Jack Shaftoe is a legend in his own time, a thief and mercenary who propels himself around Europe on sheer balls and avarice. He bumbles into and out of ridiculous scrapes, including an ostrich-chase at the Siege of Vienna that results in his rescue of the slave-girl Eliza from a Turkish harem. Eliza's business savvy draws the pair back across Europe to Amsterdam, where Eliza becomes entwined in both the Dutch stock exchange and the court of Versailles.
Cryptonomicon readers will remember the improbably long-lived Enoch Root, who shows up occasionally to nudge the plot along. Most of the story takes place between 1655 and 1689, but it opens with Enoch in Massachusetts in 1713, interrupting Daniel's efforts to found MIT by presenting him with a summons from England. Daniel spends the next several weeks being chased around Plymouth Bay by the pirate Blackbeard, only to have his plot thread left dangling with no apologies. Either it will be picked up in the sequel, or Stephenson is attaining a new degree of sadism.
Where Cryptonomicon was about secrecy and deception, Quicksilver is about revealing the hidden and the unknown, and the free dispersal of ideas and money. Stephenson uses quicksilver as an unsubtle symbol of the scientific discovery that was beginning to percolate through the known world. He highlights the dichotomy between the religious viewpoint, of a world that began in perfect knowledge and order and has steadily decayed since the Fall, and the scientific viewpoint, of a chaotic world that is slowly being brought into order and the reach of understanding. Much of this understanding was accomplished through the efforts and correspondence of the Royal Society, which operated in a state of excitement, enthusiasm, and confidence that they would decipher the mechanisms of nature: an attitude not unlike that of the dot-com startup era, but fueled more by wonder and less by naked greed.
Lesser writers dump blocks of expository prose into the narrative; Stephenson shamelessly shovels it into his dialogue. As a result, much of the dialogue is stilted, and the banter is painfully odd. You get used to it. Some bits are more blatant than others, such as a dialogue between Waterhouse and Newton and a Jewish prism-merchant, in which Stephenson trots out a brief overview of European coinage of the time, while cycling through a catalogue of synonyms for "Jew."
So, is Quicksilver worth the effort? On the one hand, it's an insightful look at both the Scientific Revolution and the Glorious Revolution. On the other hand, it's got plague, pirates, astronomy, sex, explosions, daring rescues, religious strife, and the profound effect on European history of stockbrokers and syphilis. It's a terrific book, but don't expect it to resemble Stephenson's prior books in anything but ambition and length.
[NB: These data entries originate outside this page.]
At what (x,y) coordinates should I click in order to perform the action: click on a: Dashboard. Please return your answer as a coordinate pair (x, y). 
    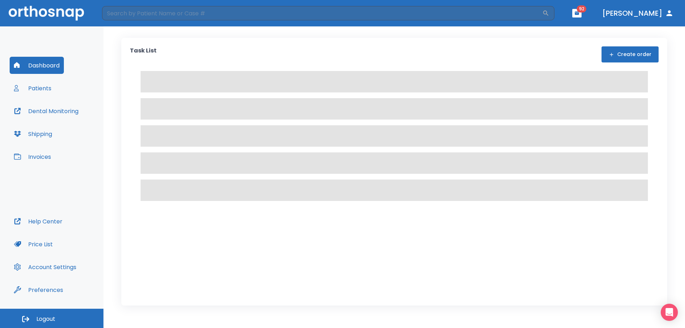
    Looking at the image, I should click on (37, 65).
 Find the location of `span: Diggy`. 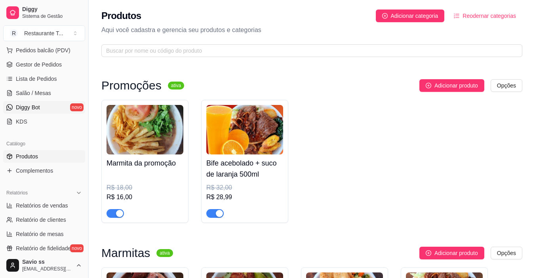

span: Diggy is located at coordinates (52, 10).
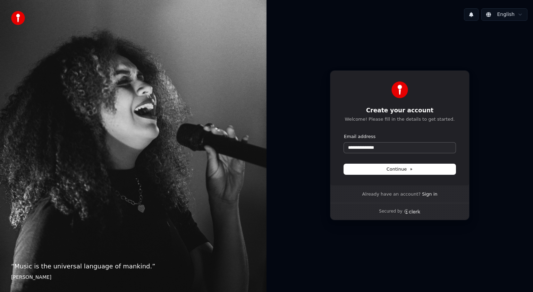 This screenshot has width=533, height=292. Describe the element at coordinates (18, 18) in the screenshot. I see `img: youka` at that location.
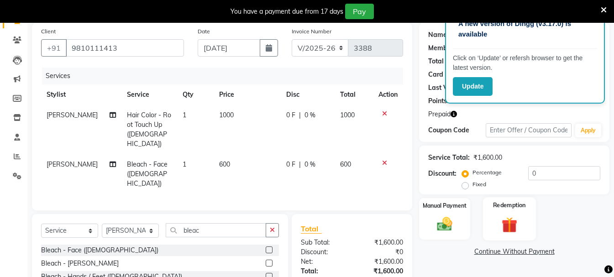 This screenshot has height=277, width=614. I want to click on input: Enter Offer / Coupon Code, so click(529, 130).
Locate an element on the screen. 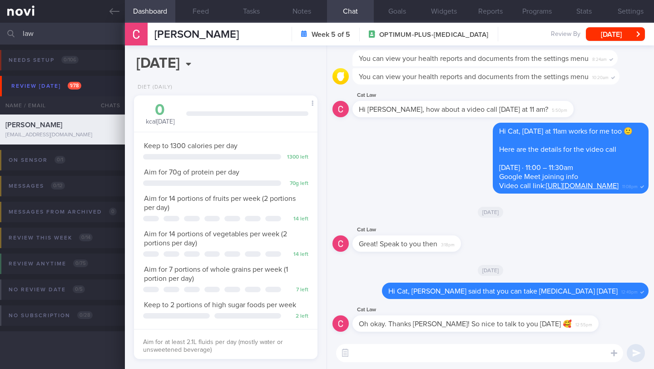  span: 8:24am is located at coordinates (599, 58).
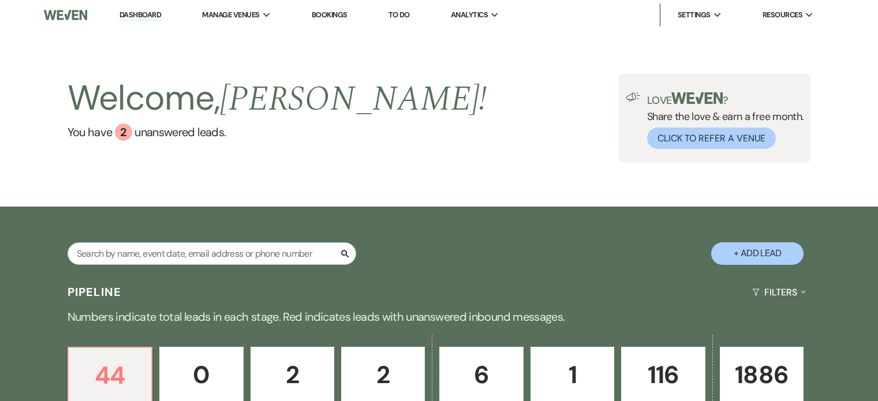 Image resolution: width=878 pixels, height=401 pixels. I want to click on p: 6, so click(481, 375).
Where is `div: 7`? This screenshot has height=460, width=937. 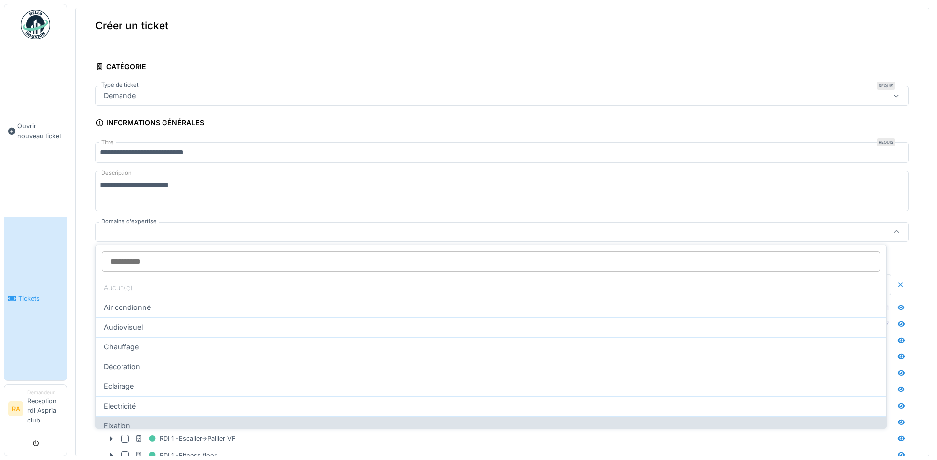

You can purchase Quicksilver from bn.com -- the official release date is September 23rd. Slashdot welcomes readers' book reviews -- to see your own review here, read the book review guidelines, then visit the submission page.
Words to live by. This sort of became my personal motto after reading Cryptonomicon. When things get crazy at work, I just think to myself, "What would Shaftoe do?" Display some adaptability, that's what.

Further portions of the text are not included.